Well ... I've gone on too long. There remains terrible evil in the world ... as you know, some of it right here on these shores. I pray we can check it and arrest it before it spreads from the cultish cliques, cells and groups where it curtrently resides to whole peoples which would make such warfare again a brutal necessity.
Best Fregars to you my friend on a thought provoking article.
Question, is this course worth two or three credits, and when is the final?
Just kidding!
but I do not agree that the method of warfare we practised in World War II was wrong, if that is the implication.
If, by applying the standard of terror based on the definition above, the intention was to affect the the will of the people politically from the use of nukes, then I think it fits the definition of terror
Was it wrong? There was no way for us to act any differently than we had in the past, and just about every other country up to that time. With the obvious noted exceptions.
The importance of what our people are doing in Iraq right now is that they are finally getting it right. All the elements of progressive war are being displayed. Lightening mechanized attacks (Rommel, Patton), light/mobile objective based missions (Frederick the Great), etc.
In my mind the most important task undertaken by our men and women is the application of compassionate discrimination of targets at the risk of injury and death.
This legacy will bring forward a new generation of free Iraqis who will remember the pains our country went to to free them.
In that respect the time and mistakes of former military planners will be put in perspective.
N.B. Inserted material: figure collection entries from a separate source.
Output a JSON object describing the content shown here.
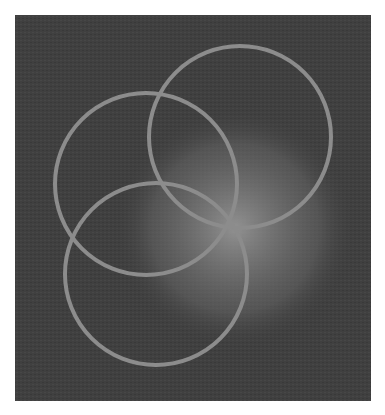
{
  "figure": {
    "background_color": "#404040",
    "panel": {
      "x": 15,
      "y": 15,
      "width": 356,
      "height": 386
    },
    "glow_disc": {
      "cx": 235,
      "cy": 228,
      "r": 92,
      "fill_center": "#ffffff",
      "fill_edge": "#e8e8e8",
      "glow_color": "#bbbbbb"
    },
    "rings": {
      "stroke_color": "#8c8c8c",
      "stroke_width": 4,
      "radius": 91,
      "items": [
        {
          "name": "top",
          "cx": 240,
          "cy": 137
        },
        {
          "name": "upper-left",
          "cx": 146,
          "cy": 184
        },
        {
          "name": "lower-left",
          "cx": 156,
          "cy": 274
        }
      ]
    }
  }
}
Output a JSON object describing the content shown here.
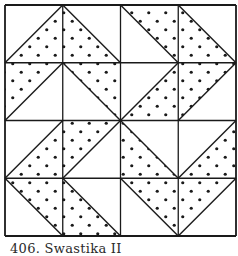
{
  "figure": {
    "caption": "406. Swastika II",
    "grid": {
      "rows": 4,
      "cols": 4,
      "origin_x": 5,
      "origin_y": 5,
      "cell_size": 57.75
    },
    "colors": {
      "line": "#1a1a1a",
      "dot": "#1a1a1a",
      "background": "#ffffff"
    },
    "dot_pattern": {
      "spacing": 8.5,
      "radius": 1.5
    },
    "cells": [
      {
        "row": 0,
        "col": 0,
        "diagonal": "/",
        "shaded": "lower-right"
      },
      {
        "row": 0,
        "col": 1,
        "diagonal": "\\",
        "shaded": "lower-left"
      },
      {
        "row": 0,
        "col": 2,
        "diagonal": "\\",
        "shaded": "upper-right"
      },
      {
        "row": 0,
        "col": 3,
        "diagonal": "\\",
        "shaded": "lower-left"
      },
      {
        "row": 1,
        "col": 0,
        "diagonal": "/",
        "shaded": "upper-left"
      },
      {
        "row": 1,
        "col": 1,
        "diagonal": "\\",
        "shaded": "upper-right"
      },
      {
        "row": 1,
        "col": 2,
        "diagonal": "/",
        "shaded": "lower-right"
      },
      {
        "row": 1,
        "col": 3,
        "diagonal": "/",
        "shaded": "upper-left"
      },
      {
        "row": 2,
        "col": 0,
        "diagonal": "/",
        "shaded": "lower-right"
      },
      {
        "row": 2,
        "col": 1,
        "diagonal": "/",
        "shaded": "upper-left"
      },
      {
        "row": 2,
        "col": 2,
        "diagonal": "\\",
        "shaded": "lower-left"
      },
      {
        "row": 2,
        "col": 3,
        "diagonal": "/",
        "shaded": "lower-right"
      },
      {
        "row": 3,
        "col": 0,
        "diagonal": "\\",
        "shaded": "upper-right"
      },
      {
        "row": 3,
        "col": 1,
        "diagonal": "\\",
        "shaded": "lower-left"
      },
      {
        "row": 3,
        "col": 2,
        "diagonal": "\\",
        "shaded": "upper-right"
      },
      {
        "row": 3,
        "col": 3,
        "diagonal": "/",
        "shaded": "upper-left"
      }
    ]
  }
}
Not so with most Germans under Hitler, and an even greater percentage of Japanese under the Emperor. They were very gungho and as a people willing to support that tyrant right up to the end (that support wained faster amongst the Germans).
It is this, in my estimation, more than anything else that is allowing us to prosecute the type of "compassionate" or "progressive" war you speak of.
If was not because we were historically bound that we fought as we did in World War II. More than the technology, it was the nature of the enemy and the populations that suported their armies.
Clearly, the newer technology allows us to be more discriminant if that is called for ... but let those millions in Baghdad (or anywhere else) turn against our forces and be gungho in their production and support of thier leader (as they were in World War II) and things change quickly.
Our actions after World War II to the enemies we had just defeated and who had worked so hard to support a regime that was bent on uteerly destroying us ... tells us that we had the compassion then, even as we do now. The major difference, IMHO, was the will of the people whom we were fighting ... and it was a will that had to be broken if we were going to ultimately safe more lives.
Human nature has not changed in the intervening years. We have not faced such a foe (meaning an entire culture or people) in Iraq, or at any time in the last 20+ years. I pray we never do ... but sadly, I believe it is very possible.